In this case, the diagnostic is "Operation not permitted" (from EPERM):
$ ./a
On 2023-09-01 08:09, Bruno Haible wrote:
It applies to all 4 variants, as can be seen from applying it to a directory:
$ ./a.out /media/nas/bruno/dir1
lchown: Permission denied
fchownat: Permission denied
chown: Permission denied
fchown: Permission denied
Thanks, for coreutils it'd be helpful
If compatibility with C is really that important,
shouldn't we be fixing %c?

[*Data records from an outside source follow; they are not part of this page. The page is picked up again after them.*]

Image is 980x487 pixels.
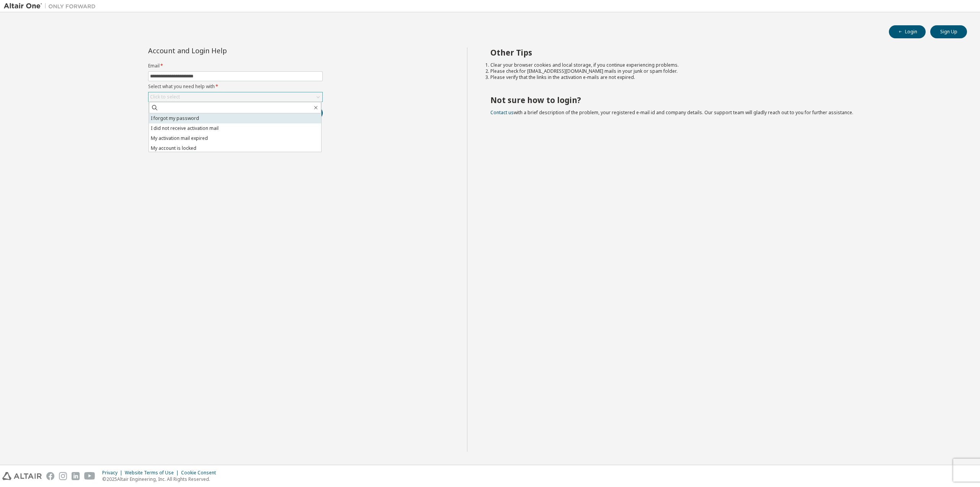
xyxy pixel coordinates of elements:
[148,83,323,90] label: Select what you need help with
[84,472,95,480] img: youtube.svg
[930,25,967,38] button: Sign Up
[150,94,180,100] div: Click to select
[490,62,954,68] li: Clear your browser cookies and local storage, if you continue experiencing problems.
[490,95,954,105] h2: Not sure how to login?
[181,470,221,476] div: Cookie Consent
[490,68,954,74] li: Please check for [EMAIL_ADDRESS][DOMAIN_NAME] mails in your junk or spam folder.
[46,472,55,480] img: facebook.svg
[148,48,288,53] div: Account and Login Help
[490,74,954,80] li: Please verify that the links in the activation e-mails are not expired.
[490,109,853,115] span: with a brief description of the problem, your registered e-mail id and company details. Our suppo...
[3,472,42,480] img: altair_logo.svg
[149,92,322,102] div: Click to select
[148,63,323,69] label: Email
[102,476,221,483] p: © 2025 Altair Engineering, Inc. All Rights Reserved.
[490,48,954,58] h2: Other Tips
[125,470,181,476] div: Website Terms of Use
[102,470,125,476] div: Privacy
[149,114,321,124] li: I forgot my password
[490,109,514,115] a: Contact us
[71,472,80,480] img: linkedin.svg
[889,25,925,38] button: Login
[4,3,100,10] img: Altair One
[59,472,67,480] img: instagram.svg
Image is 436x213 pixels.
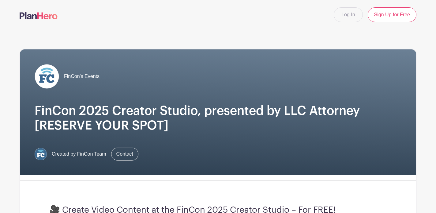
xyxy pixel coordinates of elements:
[368,7,417,22] a: Sign Up for Free
[35,64,59,89] img: FC%20circle_white.png
[35,103,402,133] h1: FinCon 2025 Creator Studio, presented by LLC Attorney [RESERVE YOUR SPOT]
[35,148,47,160] img: FC%20circle.png
[111,147,138,160] a: Contact
[334,7,363,22] a: Log In
[20,12,58,19] img: logo-507f7623f17ff9eddc593b1ce0a138ce2505c220e1c5a4e2b4648c50719b7d32.svg
[52,150,106,157] span: Created by FinCon Team
[64,73,100,80] span: FinCon's Events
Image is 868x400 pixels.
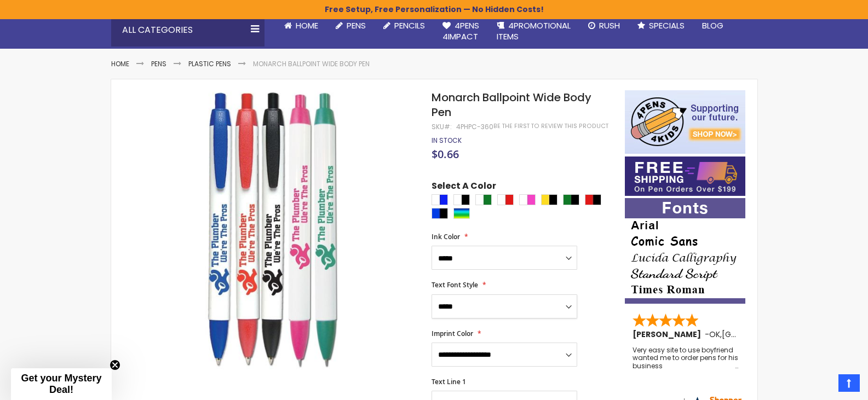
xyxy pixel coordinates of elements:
[432,195,448,205] div: White|Blue
[432,208,448,219] div: Blue|Black
[476,195,492,205] div: White|Green
[839,374,860,392] a: Top
[432,89,592,120] span: Monarch Ballpoint Wide Body Pen
[432,232,460,241] span: Ink Color
[541,195,558,205] div: Yellow|Black
[453,195,470,205] div: White|Black
[625,90,745,154] img: 4pens 4 kids
[21,373,101,395] span: Get your Mystery Deal!
[722,329,802,340] span: [GEOGRAPHIC_DATA]
[488,14,580,49] a: 4PROMOTIONALITEMS
[276,14,327,38] a: Home
[625,198,745,304] img: font-personalization-examples
[189,59,231,68] a: Plastic Pens
[151,59,166,68] a: Pens
[497,20,571,42] span: 4PROMOTIONAL ITEMS
[442,20,479,42] span: 4Pens 4impact
[456,123,493,132] div: 4PHPC-360
[347,20,366,31] span: Pens
[694,14,732,38] a: Blog
[585,195,601,205] div: Red|Black
[497,195,514,205] div: White|Red
[432,180,496,195] span: Select A Color
[709,329,720,340] span: OK
[432,146,459,161] span: $0.66
[296,20,318,31] span: Home
[111,59,129,68] a: Home
[493,122,609,130] a: Be the first to review this product
[434,14,488,49] a: 4Pens4impact
[599,20,620,31] span: Rush
[432,136,461,145] div: Availability
[432,122,452,132] strong: SKU
[432,136,461,145] span: In stock
[111,14,265,47] div: All Categories
[394,20,425,31] span: Pencils
[633,346,739,370] div: Very easy site to use boyfriend wanted me to order pens for his business
[432,329,473,338] span: Imprint Color
[109,359,121,370] button: Close teaser
[253,60,370,68] li: Monarch Ballpoint Wide Body Pen
[625,157,745,196] img: Free shipping on orders over $199
[133,89,417,373] img: Monarch Ballpoint Wide Body Pen
[702,20,723,31] span: Blog
[649,20,685,31] span: Specials
[11,368,112,400] div: Get your Mystery Deal!Close teaser
[563,195,580,205] div: Green|Black
[432,280,478,289] span: Text Font Style
[519,195,535,205] div: White|Pink
[327,14,375,38] a: Pens
[633,329,705,340] span: [PERSON_NAME]
[432,377,466,386] span: Text Line 1
[580,14,629,38] a: Rush
[629,14,694,38] a: Specials
[375,14,434,38] a: Pencils
[705,329,802,340] span: - ,
[453,208,470,219] div: Assorted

Its current behaviour as a synonym for %.1s
doesn't provide significant utility, and arguably differs from C's "take an
int and output the corresponding single byte", not "take the first byte of
a string and output that".
Hello Bruno
thanks for the fast response and for the update suggestion.
Atm we are at openssl-3, but this bug was discovered by
chance, because a package I was testing forced the downgrade
to openssl-1
Agostino
2023-09-01 07:15:14 -0500, Eric Blake:
[...]
> > Note that in bash, you need both
> >
> > shopt -s xpg_echo
> > set -o posix
> >
> > To get a XSI echo. Without the latter, options are still
> > recognised. You can get a XSI echo without those options with:
> >
> > xsi_echo() {
> > local IFS='
Paul Eggert wrote:
> it'd be helpful to know whether the bug is limited to fchownat or
> (as I suspect) applies also to the other chown variants. Could you try
> running the attached program on your platform, to see whether the bug
> affects these other variants?
It applies to all 4 variants, a
Thanks for the followup. I looked into fixing it in Gnulib and it
appears that this would require an extra syscall (or maybe even two) per
file when copying to a CIFS filesystem, which I'd rather avoid. So I'm
leaning more towards working around the bug in coreutils. Before doing
that, it'd be
Sam James wrote:
> Forwarding a downstream report at https://bugs.gentoo.org/913368
> of coreutils-9.4 failing to build with openssl-1.1.x:
> """
> x86_64-pc-linux-gnu-gcc -I. -I./lib -DHASH_ALGO_BLAKE2=1 -DHAVE_CONFIG_H
> -Ilib -I./lib -Isrc -I./src-O2 -march=x86-64 -pipe -pipe
> -frecord-
On Fri, Sep 01, 2023 at 07:19:13AM +0200, Phi Debian wrote:
> Well after reading yet another thread regarding libc_printf() I got to
> admit that even %B is crossed out, (Yet already choosen by ksh93)
>
> The other thread also speak about libc_printf() documentting %# as
> undefined for things oth
On Fri, Sep 01, 2023 at 08:59:19AM +0100, Stephane Chazelas wrote:
> 2023-08-31 15:02:22 -0500, Eric Blake via austin-group-l at The Open Group:
> [...]
> > The current POSIX says that %b was added so that on a non-XSI
> > system, you could do:
> >
> > my_echo() {
> > printf %b\\n "$*"
> > }
>
Hello,
Forwarding a downstream report at https://bugs.gentoo.org/913368
of coreutils-9.4 failing to build with openssl-1.1.x:
"""
x86_64-pc-linux-gnu-gcc -I. -I./lib -DHASH_ALGO_BLAKE2=1 -DHAVE_CONFIG_H
-Ilib -I./lib -Isrc -I./src-O2 -march=x86-64 -pipe -pipe
-frecord-gcc-switches -fno-dia
2023-08-31 15:02:22 -0500, Eric Blake via austin-group-l at The Open Group:
[...]
> The current POSIX says that %b was added so that on a non-XSI
> system, you could do:
>
> my_echo() {
> printf %b\\n "$*"
> }
That is dependant on the current value of $IFS. You'd need:
xsi_echo() (
IFS=' '
2023-09-01 09:44:08 +0300, Oğuz via austin-group-l at The Open Group:
> On Fri, Sep 1, 2023 at 7:41 AM Phi Debian wrote:
> > My vote is for posix_printf %B mapping to libc_printf %b
>
> In the shell we already have bc for base conversion. Does POSIX really
> have to support C2x %b in the first pl
On Fri, Sep 1, 2023 at 7:41 AM Phi Debian wrote:
> My vote is for posix_printf %B mapping to libc_printf %b
In the shell we already have bc for base conversion. Does POSIX really
have to support C2x %b in the first place?